MPX (Mother’s Pickup eXperiment) deserves its own header, and mixing MPX with MAX is confusing (even to me) so I’m calling this post MPX’s first update. You can read the MPX project overview here.
Here’s MPX (Mother’s Pickup eXperiment) on its way home from the MOTHER EARTH NEWS FAIR in Seven Springs, Pennsylvania. I had just crossed over the Oregon border when I took these photos, and as you can see it was taken last year. How can you tell? Because it isn’t raining.
Yes folks, we’re currently celebrating the annual Oregon Rain Festival. We don’t have the least pleasant winters in the country—not by a long shot—but our winters are serious enough to interfere with testing. Mileage when it’s cold and wet and windy is significantly worse than mileage when it’s warm and dry and calm, and if there are rules of thumb for “How much worse is it, Jack?” I sure don’t know them…but summer-and-winter are apples-and-oranges when it comes to comparative fuel economy testing. And so, for now, we have to rely on last year’s preliminary test data, but that’s enough to show that this streamlined bed cover gives a good bang for the buck. I can’t be precise yet, but over-the-road fuel economy has gone from a smidgeon (see what I told you about precision?) under 25 MPG to within spitting range of 30 MPG. That’s like finding a gallon of free fuel every 150 miles or so—Free Fuel In The Wind, to quote Phil Knox. If that doesn’t impress you, think of the savings over the life of the vehicle: if MPX’s first owner streamlined the bed the day it rolled off the showroom floor, it would have saved well over a thousand gallons of gas by now.
Which ain’t bad for a DIY plank-and-plywood bed cover, which you can crank out in a week of evenings for around $125 in materials. It also offers most of the features you expect in a bed cover, such as keeping your possessions dry—and with the addition of a hasp and padlock, keeping your possessions in your possession.

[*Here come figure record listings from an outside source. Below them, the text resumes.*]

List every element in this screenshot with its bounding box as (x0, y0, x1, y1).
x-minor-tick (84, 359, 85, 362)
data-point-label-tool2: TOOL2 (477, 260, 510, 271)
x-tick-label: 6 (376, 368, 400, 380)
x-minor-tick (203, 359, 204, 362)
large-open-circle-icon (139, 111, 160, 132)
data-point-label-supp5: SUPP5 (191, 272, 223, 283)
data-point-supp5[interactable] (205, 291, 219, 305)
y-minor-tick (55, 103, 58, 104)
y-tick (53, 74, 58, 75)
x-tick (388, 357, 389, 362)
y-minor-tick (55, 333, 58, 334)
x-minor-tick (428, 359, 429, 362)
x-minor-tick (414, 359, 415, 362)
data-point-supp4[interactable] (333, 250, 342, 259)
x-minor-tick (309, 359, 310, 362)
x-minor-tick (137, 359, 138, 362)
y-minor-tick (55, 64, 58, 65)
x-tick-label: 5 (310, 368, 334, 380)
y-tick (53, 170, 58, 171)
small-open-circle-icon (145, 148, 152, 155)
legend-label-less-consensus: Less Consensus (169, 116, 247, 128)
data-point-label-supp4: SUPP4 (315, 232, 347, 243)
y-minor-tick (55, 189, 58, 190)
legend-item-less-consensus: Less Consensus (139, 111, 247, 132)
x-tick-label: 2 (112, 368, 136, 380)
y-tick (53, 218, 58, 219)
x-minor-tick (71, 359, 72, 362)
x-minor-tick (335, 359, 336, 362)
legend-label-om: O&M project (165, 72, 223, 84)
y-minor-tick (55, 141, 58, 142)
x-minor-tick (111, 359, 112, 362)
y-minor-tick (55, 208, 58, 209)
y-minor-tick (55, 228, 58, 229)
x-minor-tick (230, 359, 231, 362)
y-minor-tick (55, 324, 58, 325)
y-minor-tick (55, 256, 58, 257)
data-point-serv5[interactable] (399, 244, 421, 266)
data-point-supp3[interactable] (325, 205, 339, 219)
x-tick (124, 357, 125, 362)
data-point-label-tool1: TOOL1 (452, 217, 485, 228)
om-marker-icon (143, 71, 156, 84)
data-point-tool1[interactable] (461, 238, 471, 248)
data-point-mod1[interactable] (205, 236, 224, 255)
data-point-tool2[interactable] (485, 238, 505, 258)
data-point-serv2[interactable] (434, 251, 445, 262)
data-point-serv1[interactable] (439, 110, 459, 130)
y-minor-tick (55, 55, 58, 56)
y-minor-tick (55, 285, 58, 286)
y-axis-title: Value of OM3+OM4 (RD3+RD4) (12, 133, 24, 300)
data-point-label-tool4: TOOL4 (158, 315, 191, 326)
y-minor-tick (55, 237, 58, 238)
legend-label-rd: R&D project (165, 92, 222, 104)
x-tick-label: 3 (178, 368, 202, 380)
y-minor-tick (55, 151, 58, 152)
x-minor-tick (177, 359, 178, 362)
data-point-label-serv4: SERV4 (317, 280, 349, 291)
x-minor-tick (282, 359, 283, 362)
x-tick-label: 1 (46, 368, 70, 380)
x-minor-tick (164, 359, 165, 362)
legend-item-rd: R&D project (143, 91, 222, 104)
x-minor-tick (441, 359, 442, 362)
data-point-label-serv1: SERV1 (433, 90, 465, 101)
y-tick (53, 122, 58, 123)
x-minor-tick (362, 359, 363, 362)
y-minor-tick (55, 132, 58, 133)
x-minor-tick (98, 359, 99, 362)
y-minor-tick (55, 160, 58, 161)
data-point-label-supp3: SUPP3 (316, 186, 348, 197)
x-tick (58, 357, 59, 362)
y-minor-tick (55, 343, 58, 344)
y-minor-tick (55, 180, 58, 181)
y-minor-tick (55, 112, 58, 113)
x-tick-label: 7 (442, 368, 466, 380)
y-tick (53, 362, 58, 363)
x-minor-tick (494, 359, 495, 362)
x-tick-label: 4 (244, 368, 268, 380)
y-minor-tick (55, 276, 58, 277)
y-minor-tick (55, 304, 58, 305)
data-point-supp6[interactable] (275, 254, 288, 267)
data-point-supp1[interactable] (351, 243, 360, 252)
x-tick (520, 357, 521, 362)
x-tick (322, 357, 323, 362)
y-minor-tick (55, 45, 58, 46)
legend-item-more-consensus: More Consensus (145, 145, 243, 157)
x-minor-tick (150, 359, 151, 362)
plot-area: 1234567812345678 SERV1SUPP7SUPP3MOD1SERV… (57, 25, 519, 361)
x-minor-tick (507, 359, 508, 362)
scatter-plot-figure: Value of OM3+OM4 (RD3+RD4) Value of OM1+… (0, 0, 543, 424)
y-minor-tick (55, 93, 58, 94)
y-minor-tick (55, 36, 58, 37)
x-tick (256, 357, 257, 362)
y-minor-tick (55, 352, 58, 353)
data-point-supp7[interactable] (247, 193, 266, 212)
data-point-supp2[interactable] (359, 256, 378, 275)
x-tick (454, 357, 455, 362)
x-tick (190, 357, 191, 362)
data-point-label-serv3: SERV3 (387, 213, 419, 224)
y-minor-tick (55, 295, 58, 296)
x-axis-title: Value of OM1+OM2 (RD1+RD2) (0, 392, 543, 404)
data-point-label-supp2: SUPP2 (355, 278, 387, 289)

This is not exactly an aerodynamic breakthrough. Lots of eco-modders have made their own (enough that there’s a generic name for them; they’re known as “aerocaps” among us high mileage zealots) and they average between 12 percent and 15 percent in claimed highway mileage improvement. It makes you wonder why you have to Do It Yourself…if they’re that great, why aren’t aerocaps commercially available? We’ll have to get into that in another update.
Check out the 100-mpg car page for all Mother’s MAX stories, and Kinetic Vehicles to make your own Max.